I think it is safe to say that by 2020 the Internet as we know it today will not exists. All we will have is a bunch of walled gardens, under full surveillance from both the government and corporations. And most people will not even notice or care.
I think it's safe to say you're exaggerating, and while there will be local pockets of utter confusion (North Korea, some US ISPs) on the whole it will be fine.
That's not to say we don't need to fight for rights, to keep this sort of thing from happening, but that I have confidence that we can and will fight these things successfully.
If in 2010 I told you the next presidential candidate for the USA was retweeting 4chan memes, you'd have probably said I was exaggerating. All I'm saying is things are changing quicker than we can imagine.
I don't think I'm exaggerating. When you read this article, and read what corporations are doing, and politicians are advocating, it's easy to see where this is going. In addition to that you have ICANN stewardship transfer, which might make it easier for other countries to influence how the Internet works. We also have growing number of hacks/leaks that will be used to push the "need for firewalls" and "warnings" from experts that "someone" if probing our defences. It all does not make me hopeful that we can keep the internet free.
Between surveillance states, cyber attacks, and probable rising energy costs, it wouldn't surprise me if a lot of things general became much less global. If you want to hear one of the greatest pessimists of our age, I recommend James Howard Kunstler. He's written some books, does some podcast appearances, and keeps a blog. He's the first person I ever saw put forth a convincing argument for why the internet may be a temporary phenomenon.
There's too much money or power otherwise. Perhaps the discussion to have is not about the degrees of surveillance or walled gardens, but public access to mass surveillance records collected by government agencies. If everyone had access to everything, it would be a check on the absolute power of powerful institutions to corrupt them absolutely.
I'm not evangelizing the idea, I just think it's something worth debating and I don't see enough of it yet.
Nah, just point your DNS queries to 8.8.8.8 (two times Adolf Hitler's birthday, easy to remember) and you'll be fine. Or, if Google is blocked, use another root server. Or, if all root servers are blocked, use a VPN. Or, if all VPNs are blocked, invent a distributed DNS system that adds .realuk as a new top-level domain.
If VPNs are blocked then DNS filtering likely is not your only problem. You would already be behind a something akin to the great firewall.
And you also have to consider that when you start using counter-measures then you're already retreating and relying on foreign, more-free societies to support you. What if they succumb to the same thing too which obviously is not so far-fetched since it already happened to your society?
astrodust|9 years ago
That's not to say we don't need to fight for rights, to keep this sort of thing from happening, but that I have confidence that we can and will fight these things successfully.
Australia, as one example, has tried on many occasions to put up very restrictive firewalls and has mostly failed. https://en.wikipedia.org/wiki/Internet_censorship_in_Austral...
Stay vigilant, stay informed, and you can control the future.
antihero|9 years ago
mariusz79|9 years ago
tbihl|9 years ago
rm_-rf_slash|9 years ago
I'm not evangelizing the idea, I just think it's something worth debating and I don't see enough of it yet.
JohnStrange|9 years ago
the8472|9 years ago
If VPNs are blocked then DNS filtering likely is not your only problem. You would already be behind a something akin to the great firewall.
And you also have to consider that when you start using counter-measures then you're already retreating and relying on foreign, more-free societies to support you. What if they succumb to the same thing too which obviously is not so far-fetched since it already happened to your society?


This exercise calls for every line of the data below with the string "that" in it.

*** Opening of Data ***

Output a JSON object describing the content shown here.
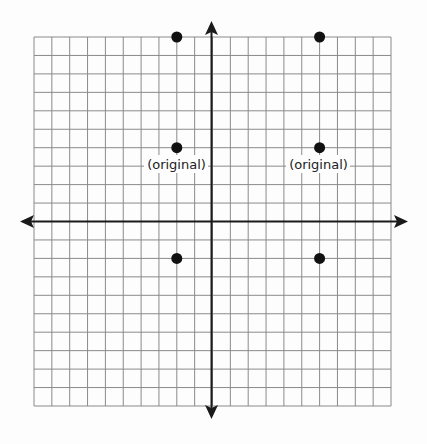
{
  "diagram": {
    "type": "coordinate-grid",
    "grid": {
      "columns": 20,
      "rows": 20,
      "x_range": [
        -10,
        10
      ],
      "y_range": [
        -10,
        10
      ]
    },
    "colors": {
      "grid": "#8a8a8a",
      "axis": "#1a1a1a",
      "point": "#111111",
      "label": "#222222",
      "background": "#fdfdfd"
    },
    "points": [
      {
        "x": -2,
        "y": 10,
        "label": ""
      },
      {
        "x": -2,
        "y": 4,
        "label": "(original)"
      },
      {
        "x": -2,
        "y": -2,
        "label": ""
      },
      {
        "x": 6,
        "y": 10,
        "label": ""
      },
      {
        "x": 6,
        "y": 4,
        "label": "(original)"
      },
      {
        "x": 6,
        "y": -2,
        "label": ""
      }
    ],
    "labels": {
      "left_original": "(original)",
      "right_original": "(original)"
    }
  }
}
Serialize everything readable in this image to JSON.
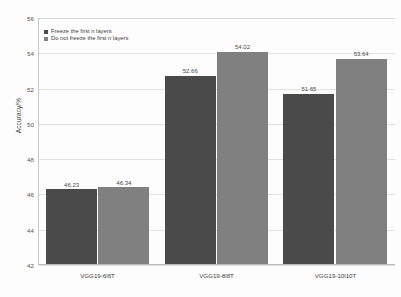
{
  "chart_data": {
    "type": "bar",
    "title": "",
    "xlabel": "",
    "ylabel": "Accuracy/%",
    "ylim": [
      42,
      56
    ],
    "yticks": [
      42,
      44,
      46,
      48,
      50,
      52,
      54,
      56
    ],
    "grid": true,
    "legend_position": "top-left",
    "categories": [
      "VGG19-6l6T",
      "VGG19-8l8T",
      "VGG19-10l10T"
    ],
    "series": [
      {
        "name": "Freeze the first n layers",
        "color": "#4a4a4a",
        "values": [
          46.23,
          52.66,
          51.65
        ],
        "labels": [
          "46.23",
          "52.66",
          "51.65"
        ]
      },
      {
        "name": "Do not freeze the first n layers",
        "color": "#808080",
        "values": [
          46.34,
          54.02,
          53.64
        ],
        "labels": [
          "46.34",
          "54.02",
          "53.64"
        ]
      }
    ]
  },
  "axis": {
    "y_title": "Accuracy/%",
    "y_tick_labels": [
      "56",
      "54",
      "52",
      "50",
      "48",
      "46",
      "44",
      "42"
    ],
    "x_tick_labels": [
      "VGG19-6l6T",
      "VGG19-8l8T",
      "VGG19-10l10T"
    ]
  },
  "legend": {
    "items": [
      {
        "label": "Freeze the first n layers",
        "color": "#4a4a4a"
      },
      {
        "label": "Do not freeze the first n layers",
        "color": "#808080"
      }
    ]
  },
  "colors": {
    "series_1": "#4a4a4a",
    "series_2": "#808080",
    "gridline": "#e2e2e2",
    "axis": "#b8b8b8",
    "background": "#fdfdfd",
    "text": "#444444"
  }
}
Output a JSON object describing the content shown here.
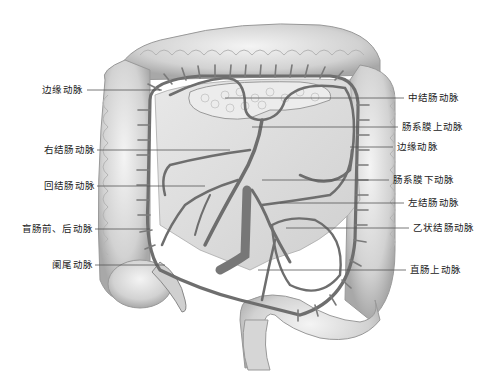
{
  "diagram": {
    "type": "anatomical-illustration",
    "colors": {
      "background": "#ffffff",
      "colon": "#d9d9d9",
      "colon_shadow": "#9a9a9a",
      "artery": "#6e6e6e",
      "leader_line": "#555555",
      "label_text": "#222222"
    },
    "labels_left": [
      {
        "id": "marginal-artery-left",
        "text": "边缘动脉",
        "x": 83,
        "y": 90
      },
      {
        "id": "right-colic-artery",
        "text": "右结肠动脉",
        "x": 95,
        "y": 150
      },
      {
        "id": "ileocolic-artery",
        "text": "回结肠动脉",
        "x": 95,
        "y": 186
      },
      {
        "id": "anterior-posterior-cecal-arteries",
        "text": "盲肠前、后动脉",
        "x": 93,
        "y": 229
      },
      {
        "id": "appendicular-artery",
        "text": "阑尾动脉",
        "x": 93,
        "y": 265
      }
    ],
    "labels_right": [
      {
        "id": "middle-colic-artery",
        "text": "中结肠动脉",
        "x": 408,
        "y": 98
      },
      {
        "id": "superior-mesenteric-artery",
        "text": "肠系膜上动脉",
        "x": 402,
        "y": 127
      },
      {
        "id": "marginal-artery-right",
        "text": "边缘动脉",
        "x": 397,
        "y": 147
      },
      {
        "id": "inferior-mesenteric-artery",
        "text": "肠系膜下动脉",
        "x": 393,
        "y": 180
      },
      {
        "id": "left-colic-artery",
        "text": "左结肠动脉",
        "x": 408,
        "y": 203
      },
      {
        "id": "sigmoid-arteries",
        "text": "乙状结肠动脉",
        "x": 413,
        "y": 228
      },
      {
        "id": "superior-rectal-artery",
        "text": "直肠上动脉",
        "x": 410,
        "y": 270
      }
    ]
  }
}
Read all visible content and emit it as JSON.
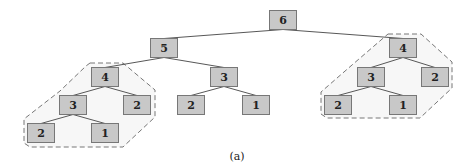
{
  "figure": {
    "caption": "(a)",
    "node_fill": "#c8c8c8",
    "node_stroke": "#777777",
    "edge_color": "#444444",
    "hull_stroke": "#777777",
    "hull_fill": "#f7f7f7"
  },
  "nodes": [
    {
      "id": "n6",
      "label": "6",
      "x": 283,
      "y": 20
    },
    {
      "id": "n5",
      "label": "5",
      "x": 164,
      "y": 48
    },
    {
      "id": "n4a",
      "label": "4",
      "x": 105,
      "y": 77
    },
    {
      "id": "n3b",
      "label": "3",
      "x": 224,
      "y": 77
    },
    {
      "id": "n3a",
      "label": "3",
      "x": 73,
      "y": 105
    },
    {
      "id": "n2a",
      "label": "2",
      "x": 137,
      "y": 105
    },
    {
      "id": "n2b",
      "label": "2",
      "x": 41,
      "y": 133
    },
    {
      "id": "n1a",
      "label": "1",
      "x": 105,
      "y": 133
    },
    {
      "id": "n2c",
      "label": "2",
      "x": 191,
      "y": 105
    },
    {
      "id": "n1b",
      "label": "1",
      "x": 256,
      "y": 105
    },
    {
      "id": "n4r",
      "label": "4",
      "x": 403,
      "y": 48
    },
    {
      "id": "n3r",
      "label": "3",
      "x": 371,
      "y": 77
    },
    {
      "id": "n2r",
      "label": "2",
      "x": 435,
      "y": 77
    },
    {
      "id": "n2rr",
      "label": "2",
      "x": 338,
      "y": 105
    },
    {
      "id": "n1r",
      "label": "1",
      "x": 403,
      "y": 105
    }
  ],
  "edges": [
    [
      "n6",
      "n5"
    ],
    [
      "n6",
      "n4r"
    ],
    [
      "n5",
      "n4a"
    ],
    [
      "n5",
      "n3b"
    ],
    [
      "n4a",
      "n3a"
    ],
    [
      "n4a",
      "n2a"
    ],
    [
      "n3a",
      "n2b"
    ],
    [
      "n3a",
      "n1a"
    ],
    [
      "n3b",
      "n2c"
    ],
    [
      "n3b",
      "n1b"
    ],
    [
      "n4r",
      "n3r"
    ],
    [
      "n4r",
      "n2r"
    ],
    [
      "n3r",
      "n2rr"
    ],
    [
      "n3r",
      "n1r"
    ]
  ],
  "hulls": [
    {
      "id": "hull-left",
      "points": "90,63 123,63 155,90 155,117 123,147 30,147 24,143 24,119 60,91 86,66"
    },
    {
      "id": "hull-right",
      "points": "388,34 421,34 452,62 452,88 420,118 327,118 321,114 321,92 352,65"
    }
  ]
}
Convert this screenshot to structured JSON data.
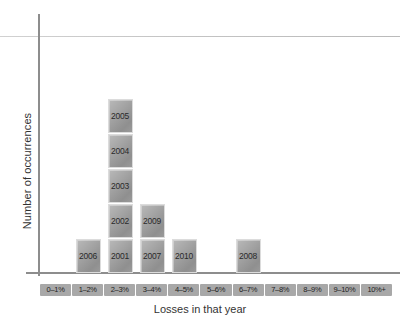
{
  "chart_data": {
    "type": "bar",
    "title": "",
    "subtitle": "",
    "xlabel": "Losses in that year",
    "ylabel": "Number of occurrences",
    "categories": [
      "0–1%",
      "1–2%",
      "2–3%",
      "3–4%",
      "4–5%",
      "5–6%",
      "6–7%",
      "7–8%",
      "8–9%",
      "9–10%",
      "10%+"
    ],
    "values": [
      0,
      1,
      5,
      2,
      1,
      0,
      1,
      0,
      0,
      0,
      0
    ],
    "stacks": [
      [],
      [
        "2006"
      ],
      [
        "2001",
        "2002",
        "2003",
        "2004",
        "2005"
      ],
      [
        "2007",
        "2009"
      ],
      [
        "2010"
      ],
      [],
      [
        "2008"
      ],
      [],
      [],
      [],
      []
    ],
    "ylim": [
      0,
      7
    ],
    "grid": false,
    "legend": false,
    "legend_position": "none",
    "annotations": "Each stacked cell is labelled with the year it represents.",
    "bar_fill_light": "#b9b9b9",
    "bar_fill_dark": "#8f8f8f",
    "bar_border": "#dcdcdc",
    "tick_box_color": "#a8a8a8",
    "axis_color": "#8d8d8d",
    "background": "#ffffff"
  },
  "axes": {
    "y_title": "Number of occurrences",
    "x_title": "Losses in that year"
  }
}
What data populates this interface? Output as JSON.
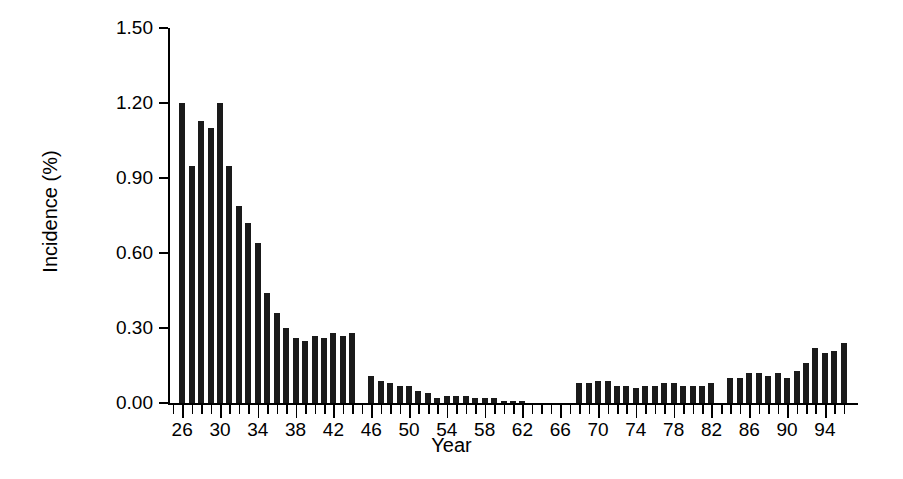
{
  "chart_data": {
    "type": "bar",
    "title": "",
    "subtitle": "",
    "xlabel": "Year",
    "ylabel": "Incidence (%)",
    "ylim": [
      0.0,
      1.5
    ],
    "yticks": [
      0.0,
      0.3,
      0.6,
      0.9,
      1.2,
      1.5
    ],
    "ytick_labels": [
      "0.00",
      "0.30",
      "0.60",
      "0.90",
      "1.20",
      "1.50"
    ],
    "xlim": [
      24.5,
      97.5
    ],
    "xtick_labels": [
      "26",
      "30",
      "34",
      "38",
      "42",
      "46",
      "50",
      "54",
      "58",
      "62",
      "66",
      "70",
      "74",
      "78",
      "82",
      "86",
      "90",
      "94"
    ],
    "xtick_values": [
      26,
      30,
      34,
      38,
      42,
      46,
      50,
      54,
      58,
      62,
      66,
      70,
      74,
      78,
      82,
      86,
      90,
      94
    ],
    "xtick_minor_step": 1,
    "grid": false,
    "legend": null,
    "bar_color": "#1a1a1a",
    "categories": [
      26,
      27,
      28,
      29,
      30,
      31,
      32,
      33,
      34,
      35,
      36,
      37,
      38,
      39,
      40,
      41,
      42,
      43,
      44,
      45,
      46,
      47,
      48,
      49,
      50,
      51,
      52,
      53,
      54,
      55,
      56,
      57,
      58,
      59,
      60,
      61,
      62,
      63,
      64,
      65,
      66,
      67,
      68,
      69,
      70,
      71,
      72,
      73,
      74,
      75,
      76,
      77,
      78,
      79,
      80,
      81,
      82,
      83,
      84,
      85,
      86,
      87,
      88,
      89,
      90,
      91,
      92,
      93,
      94,
      95,
      96
    ],
    "values": [
      1.2,
      0.95,
      1.13,
      1.1,
      1.2,
      0.95,
      0.79,
      0.72,
      0.64,
      0.44,
      0.36,
      0.3,
      0.26,
      0.25,
      0.27,
      0.26,
      0.28,
      0.27,
      0.28,
      0.0,
      0.11,
      0.09,
      0.08,
      0.07,
      0.07,
      0.05,
      0.04,
      0.02,
      0.03,
      0.03,
      0.03,
      0.02,
      0.02,
      0.02,
      0.01,
      0.01,
      0.01,
      0.0,
      0.0,
      0.0,
      0.0,
      0.0,
      0.08,
      0.08,
      0.09,
      0.09,
      0.07,
      0.07,
      0.06,
      0.07,
      0.07,
      0.08,
      0.08,
      0.07,
      0.07,
      0.07,
      0.08,
      0.0,
      0.1,
      0.1,
      0.12,
      0.12,
      0.11,
      0.12,
      0.1,
      0.13,
      0.16,
      0.22,
      0.2,
      0.21,
      0.24
    ]
  }
}
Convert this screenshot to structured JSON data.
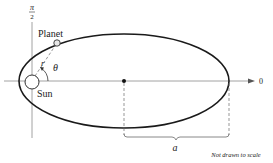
{
  "diagram": {
    "labels": {
      "polar_axis_top": "π",
      "polar_axis_bottom": "2",
      "zero_angle": "0",
      "planet": "Planet",
      "sun": "Sun",
      "radius": "r",
      "angle": "θ",
      "semi_major_axis": "a",
      "note": "Not drawn to scale"
    },
    "colors": {
      "orbit": "#1a1a1a",
      "axes": "#8a8a8a",
      "dashed": "#6a6a6a",
      "text": "#222222",
      "body_fill": "#e6e6e6"
    },
    "geometry": {
      "ellipse_center": [
        124,
        81
      ],
      "rx": 105,
      "ry": 47,
      "sun_center": [
        32,
        82
      ],
      "planet_position": [
        57,
        43
      ]
    }
  }
}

*** Close of Data ***

*Answer space*:
    "xlabel": "Losses in that year",
    "x_title": "Losses in that year"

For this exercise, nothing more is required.